Jun. 19th, 2011

necturus: 2016-12-30 (Default)
It has been announced that the first ever national test of the Emergency Alert System (EAS) will take place on Wednesday, November 9. Essentially what is being tested is the federal government's ability to take control of every radio and television station, cable system, and satellite radio and television service in the country, ostensibly for the purpose of alerting the public in the event of a national emergency.

As someone working in radio, I've long been familiar with the EAS and its predecessor, the Emergency Broadcast System (EBS), which was created during the Cold War to alert the public in case of an imminent nuclear strike on the United States by the Soviet Union. In college, Professor Albert Carnesale taught me that an ICBM takes about thirty minutes to deliver its payload, while a submarine-launched missile may take as little as ten minutes to do so. For this reason, and because there's little an informed public can do against an imminent nuclear strike, the EBS was little more than a joke. As the EAS still does, it relied on a "daisy chain" of radio and television stations relaying messages from the White House to local communities all across the country. While in the EBS each link required human intervention, the EAS is automated; when someone in the White House presses a button, codes are transmitted to take control of "national primary" stations, which then relay the same codes to state and local primary stations. At the end of this process, every station in the country is either broadcasting programming from the White House or shut down for the duration of the emergency, after which a second set of codes is broadcast to relinquish control.

While the EAS is still considered something of a joke, it has been used on a state or local level from time to time during emergencies such as floods, tornadoes, and the like. But on a national level it has never been activated. It is difficult to conceive of an emergency for which such a response would be appropriate. I can think of only one: a coup such as the one launched in the Soviet Union on August 19, 1991.

When the Federal Emergency Management Agency (FEMA) was folded into the Department of Homeland Security a few years ago, proposals were made to improve the reliability of the EAS by replacing the "daisy chain" with something more direct such as a satellite or Internet-based network. A new system called Common Alert Protocol (CAP), which will be in place by September, will allow the immediate assumption of control of any radio or TV station, cable system, or satellite channel by federal or state authorities via the Internet, with the old "daisy chain" system being retained as a backup. My radio station clients, along with all the other stations in the country, will have to have new CAP-capable EAS gear installed (at their own expense, naturally) by September; two of them already have it.

The November test will be unusual in that for the first time stations will be required to report their test results to the FCC instead of merely logging them in their official station logs, as is done with the weekly and monthly EAS tests they are required to conduct individually. The FCC's Enforcement Bureau will no doubt be inspecting and fining stations that fail the test, of which there will likely be hundreds.

As most of you know, I am extremely suspicious of Homeland Security and anything it does; it resembles nothing more than the old Soviet KGB, and all such creatures thrive on fear and have a vested interest in finding terrorists behind every bush and monsters under every bed. Because of these people we no longer live in a free country, but under something that each year looks more and more like a police state. Homeland Security is probably the greatest danger to the Republic as we have known it that has ever existed, and I do not want these people arrogating to themselves the power to control what we see and hear. The EAS should be broken up and placed under the control of states, whose agencies actually cope with real emergencies, not centralized under an antidemocratic federal bureaucracy whose raison d'etre is the accumulation of power through fear mongering.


Give back all of the records exactly.
═══ GIVEN DATA ═══
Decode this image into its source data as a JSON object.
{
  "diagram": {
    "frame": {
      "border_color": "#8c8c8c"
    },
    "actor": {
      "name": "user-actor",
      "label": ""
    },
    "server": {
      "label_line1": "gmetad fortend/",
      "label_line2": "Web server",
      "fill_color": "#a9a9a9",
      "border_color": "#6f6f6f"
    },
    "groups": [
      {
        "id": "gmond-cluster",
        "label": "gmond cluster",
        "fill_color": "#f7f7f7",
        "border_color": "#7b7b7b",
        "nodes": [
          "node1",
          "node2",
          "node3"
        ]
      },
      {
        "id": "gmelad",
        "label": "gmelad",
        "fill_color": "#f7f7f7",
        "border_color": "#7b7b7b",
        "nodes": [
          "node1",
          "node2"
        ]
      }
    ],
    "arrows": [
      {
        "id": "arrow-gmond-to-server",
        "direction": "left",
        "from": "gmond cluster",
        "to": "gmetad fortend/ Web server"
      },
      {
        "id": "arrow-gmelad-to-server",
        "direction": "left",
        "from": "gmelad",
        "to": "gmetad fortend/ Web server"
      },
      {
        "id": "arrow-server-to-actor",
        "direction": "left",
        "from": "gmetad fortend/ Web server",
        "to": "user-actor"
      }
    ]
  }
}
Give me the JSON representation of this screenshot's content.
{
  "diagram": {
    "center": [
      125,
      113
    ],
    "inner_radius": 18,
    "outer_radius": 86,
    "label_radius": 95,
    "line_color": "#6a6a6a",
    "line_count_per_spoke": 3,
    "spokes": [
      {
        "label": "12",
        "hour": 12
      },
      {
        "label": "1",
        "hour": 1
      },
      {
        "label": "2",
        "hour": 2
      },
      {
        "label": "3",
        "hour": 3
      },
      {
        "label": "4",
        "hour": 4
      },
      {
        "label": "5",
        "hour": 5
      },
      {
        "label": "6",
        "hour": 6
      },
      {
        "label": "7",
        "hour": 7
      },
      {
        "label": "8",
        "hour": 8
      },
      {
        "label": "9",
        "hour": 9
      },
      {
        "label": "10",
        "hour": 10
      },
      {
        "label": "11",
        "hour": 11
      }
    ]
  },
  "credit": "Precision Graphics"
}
═══
_REPLY TO THE TASK_:
Decode this image into its source data as a JSON object.
{
  "diagram": {
    "frame": {
      "border_color": "#8c8c8c"
    },
    "actor": {
      "name": "user-actor",
      "label": ""
    },
    "server": {
      "label_line1": "gmetad fortend/",
      "label_line2": "Web server",
      "fill_color": "#a9a9a9",
      "border_color": "#6f6f6f"
    },
    "groups": [
      {
        "id": "gmond-cluster",
        "label": "gmond cluster",
        "fill_color": "#f7f7f7",
        "border_color": "#7b7b7b",
        "nodes": [
          "node1",
          "node2",
          "node3"
        ]
      },
      {
        "id": "gmelad",
        "label": "gmelad",
        "fill_color": "#f7f7f7",
        "border_color": "#7b7b7b",
        "nodes": [
          "node1",
          "node2"
        ]
      }
    ],
    "arrows": [
      {
        "id": "arrow-gmond-to-server",
        "direction": "left",
        "from": "gmond cluster",
        "to": "gmetad fortend/ Web server"
      },
      {
        "id": "arrow-gmelad-to-server",
        "direction": "left",
        "from": "gmelad",
        "to": "gmetad fortend/ Web server"
      },
      {
        "id": "arrow-server-to-actor",
        "direction": "left",
        "from": "gmetad fortend/ Web server",
        "to": "user-actor"
      }
    ]
  }
}
Give me the JSON representation of this screenshot's content.
{
  "diagram": {
    "center": [
      125,
      113
    ],
    "inner_radius": 18,
    "outer_radius": 86,
    "label_radius": 95,
    "line_color": "#6a6a6a",
    "line_count_per_spoke": 3,
    "spokes": [
      {
        "label": "12",
        "hour": 12
      },
      {
        "label": "1",
        "hour": 1
      },
      {
        "label": "2",
        "hour": 2
      },
      {
        "label": "3",
        "hour": 3
      },
      {
        "label": "4",
        "hour": 4
      },
      {
        "label": "5",
        "hour": 5
      },
      {
        "label": "6",
        "hour": 6
      },
      {
        "label": "7",
        "hour": 7
      },
      {
        "label": "8",
        "hour": 8
      },
      {
        "label": "9",
        "hour": 9
      },
      {
        "label": "10",
        "hour": 10
      },
      {
        "label": "11",
        "hour": 11
      }
    ]
  },
  "credit": "Precision Graphics"
}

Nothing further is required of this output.